Wednesday, 13 December 2017

Something else is brewing

Peter Cockersell has produced a book (and written most of it himself), called 'Social Exclusion, Compound Trauma and Recovery. Applying psychology, psychotherapy and PIE to homelessness and social exclusion'. Most interesting I think is a lovely clear account of 'compound trauma' - which seems to be a considerable improvement on the much-overused 'complex trauma'.

Here's my blurb for the back cover:
By drawing on modern psychoanalytic thinking, developmental neurobiology and current ideas of therapeutic environments, Cockersell presents the most complex problems in an accessible and engaging way.

And here's a lengthier piece I have written about his work at CHT:
Many things about the new world of social media, artificial intelligence and compliance metrics are a bit bewildering to digital dinosaurs like myself – but there is something else brewing as well. In the midst of all the turmoil that surrounds us, I am hearing different voices from all sorts of directions saying something new. I hear it at professional conferences, at policy meetings, during clinical discussions, in the newspapers and on the radio. There are also many places where people are talking about it – and feeling that it is what is missing – but can’t quite clearly pin down or articulate just what it is.

It is the whole area of needing to make relationships the priority. Inspectors and regulators are starting to see that numbers cannot describe some of the most important things about schools, prisons or care homes; commissioners are recognising that complex systems cannot be purchased like cans of beans; professionals are starting to understand that their work is ultimately a bit empty and meaningless unless they consider the relationship that they are working with. Perhaps even politicians and policy-makers will soon realise that top-down command-and-control systems will not get the best out of people.

As resources dwindle, and there seems to be little hope for funders to pay for anything more than the bare minimum. But CHT is now forging a new direction, which will not only be more therapeutic and humane than the ‘industrialised’ alternatives, but will be at the cutting edge of the emerging realisation that genuinely therapeutic care is not a luxury, but a necessity. Unless ‘relational practice’ is in place, outcomes will be worse, more people will complain, and the eventual costs will be much higher. From the work we are now doing with our commissioners, perhaps along with the wider crisis in social care provision, things are looking up. The fees we can ask are no longer dropping, and there seems to be increased recognition of the quality of our services, and the way in which we can provide a ‘value-added’ which is significantly more than the similarly-funded routine care services.

In the world of therapeutic communities, a similar process is under way. Although few of the traditional residential TCs have survived, the newer adaptations and modified TCs are now bringing the TC philosophy into new areas.

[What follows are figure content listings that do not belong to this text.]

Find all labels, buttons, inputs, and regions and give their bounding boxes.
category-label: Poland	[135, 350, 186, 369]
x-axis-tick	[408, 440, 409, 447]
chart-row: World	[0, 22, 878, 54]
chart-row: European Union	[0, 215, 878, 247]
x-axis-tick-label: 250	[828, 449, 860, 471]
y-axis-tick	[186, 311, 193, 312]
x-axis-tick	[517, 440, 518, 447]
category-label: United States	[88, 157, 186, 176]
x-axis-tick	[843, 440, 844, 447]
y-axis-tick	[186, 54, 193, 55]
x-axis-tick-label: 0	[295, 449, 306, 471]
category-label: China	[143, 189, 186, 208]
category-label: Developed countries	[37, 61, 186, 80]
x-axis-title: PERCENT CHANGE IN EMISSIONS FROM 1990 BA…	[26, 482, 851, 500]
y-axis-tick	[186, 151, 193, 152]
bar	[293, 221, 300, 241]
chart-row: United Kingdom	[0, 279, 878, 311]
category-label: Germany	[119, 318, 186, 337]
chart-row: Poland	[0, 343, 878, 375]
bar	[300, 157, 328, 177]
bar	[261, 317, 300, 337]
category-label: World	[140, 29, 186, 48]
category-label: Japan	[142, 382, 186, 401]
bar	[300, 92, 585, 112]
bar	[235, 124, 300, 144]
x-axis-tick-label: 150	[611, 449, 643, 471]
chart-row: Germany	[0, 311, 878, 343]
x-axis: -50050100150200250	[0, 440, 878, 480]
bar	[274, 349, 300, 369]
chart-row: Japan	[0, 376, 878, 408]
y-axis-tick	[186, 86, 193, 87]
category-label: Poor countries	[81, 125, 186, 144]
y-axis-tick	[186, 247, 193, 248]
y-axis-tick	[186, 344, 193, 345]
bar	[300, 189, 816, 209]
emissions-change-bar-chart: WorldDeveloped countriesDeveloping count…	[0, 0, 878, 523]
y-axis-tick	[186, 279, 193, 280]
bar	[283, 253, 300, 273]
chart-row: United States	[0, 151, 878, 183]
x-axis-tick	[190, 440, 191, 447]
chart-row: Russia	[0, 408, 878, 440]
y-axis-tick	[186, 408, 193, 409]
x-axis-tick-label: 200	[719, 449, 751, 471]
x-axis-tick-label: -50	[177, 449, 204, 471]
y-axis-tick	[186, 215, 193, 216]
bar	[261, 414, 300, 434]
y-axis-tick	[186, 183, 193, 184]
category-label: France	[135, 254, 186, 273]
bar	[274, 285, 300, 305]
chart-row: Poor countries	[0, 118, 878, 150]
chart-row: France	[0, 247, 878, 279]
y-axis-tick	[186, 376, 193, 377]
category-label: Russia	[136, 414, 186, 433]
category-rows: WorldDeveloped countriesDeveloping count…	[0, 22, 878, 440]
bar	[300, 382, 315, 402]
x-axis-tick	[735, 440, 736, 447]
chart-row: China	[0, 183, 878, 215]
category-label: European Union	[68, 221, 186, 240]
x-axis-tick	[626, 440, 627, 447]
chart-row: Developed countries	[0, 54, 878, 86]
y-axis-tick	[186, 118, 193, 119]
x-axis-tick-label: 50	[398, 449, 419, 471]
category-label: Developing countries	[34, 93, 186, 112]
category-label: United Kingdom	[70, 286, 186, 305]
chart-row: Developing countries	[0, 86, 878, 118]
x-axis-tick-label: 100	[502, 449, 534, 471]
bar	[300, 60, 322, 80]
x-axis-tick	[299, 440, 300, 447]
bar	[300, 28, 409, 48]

Again, CHT is at the forefront of this: the organisation is pioneering relational practice, based on the therapeutic philosophy of TCs, in developing CHT as a provider of a new intensive form of Psychologically Informed Environments (PIEs). It is widely acknowledged, through evaluation and research in the homelessness sector, that this will help us to engage people who would not normally be able to be helped, and provide a therapeutic environment for treatment that would otherwise not be possible.












This work is built on decades of what has been central at CHT. The broad-based understanding of mental distress, including biopsychosocial understanding, the importance of trauma, and the need for a wider frame of reference than either psychiatry or social care can offer, is something that CHT has always proudly asserted and disseminated. We are now entering the next phase of that, and I am confident that we can look forward to a future at the forefront of progressive practice in mental health.